● **Records to process**
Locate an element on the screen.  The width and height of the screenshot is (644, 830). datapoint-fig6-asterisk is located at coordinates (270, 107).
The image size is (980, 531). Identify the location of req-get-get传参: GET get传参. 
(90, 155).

==

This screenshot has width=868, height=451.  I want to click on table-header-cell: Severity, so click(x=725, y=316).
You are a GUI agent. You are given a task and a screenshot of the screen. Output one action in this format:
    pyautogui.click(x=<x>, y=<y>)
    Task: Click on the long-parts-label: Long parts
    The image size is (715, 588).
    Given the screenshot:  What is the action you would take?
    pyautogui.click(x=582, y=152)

---

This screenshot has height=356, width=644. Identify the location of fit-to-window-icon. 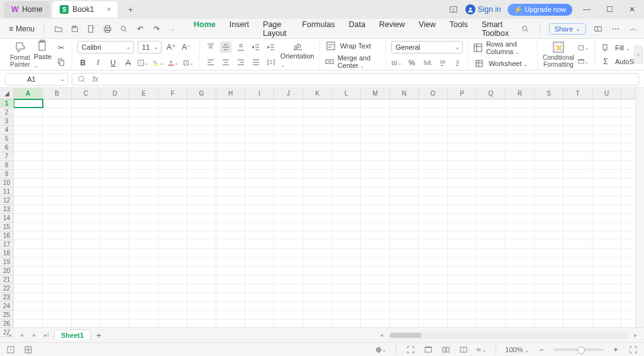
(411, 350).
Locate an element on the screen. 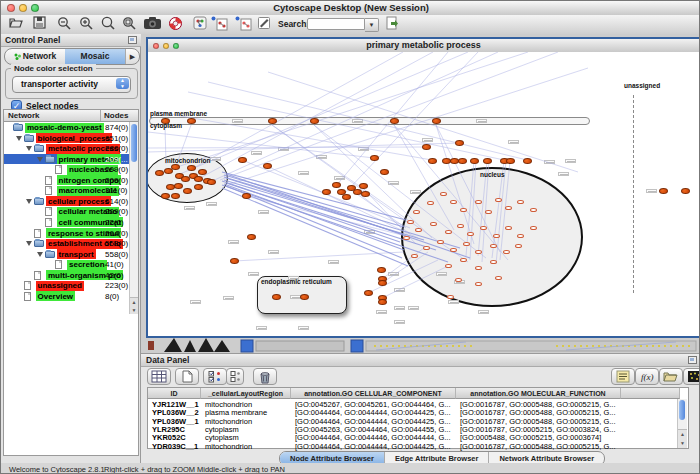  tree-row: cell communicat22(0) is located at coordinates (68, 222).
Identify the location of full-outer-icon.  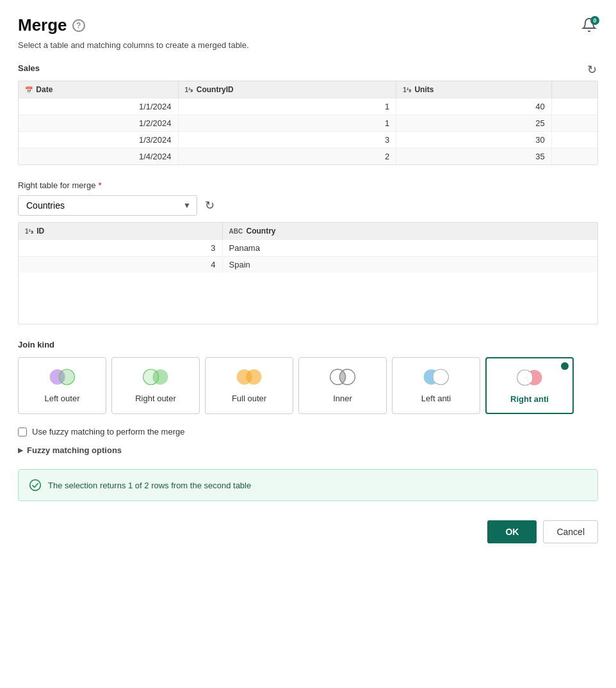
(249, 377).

● **Task objective**
The required answer is the run of lines above, starting at the line with "You are a GUI" and ending at the line with "The image size is (715, 588).", reproduced exactly with both ends.

● **Final answer**
You are a GUI agent. You are given a task and a screenshot of the screen. Output one action in this format:
    pyautogui.click(x=<x>, y=<y>)
    Task: Click on the long-parts-label: Long parts
    The image size is (715, 588).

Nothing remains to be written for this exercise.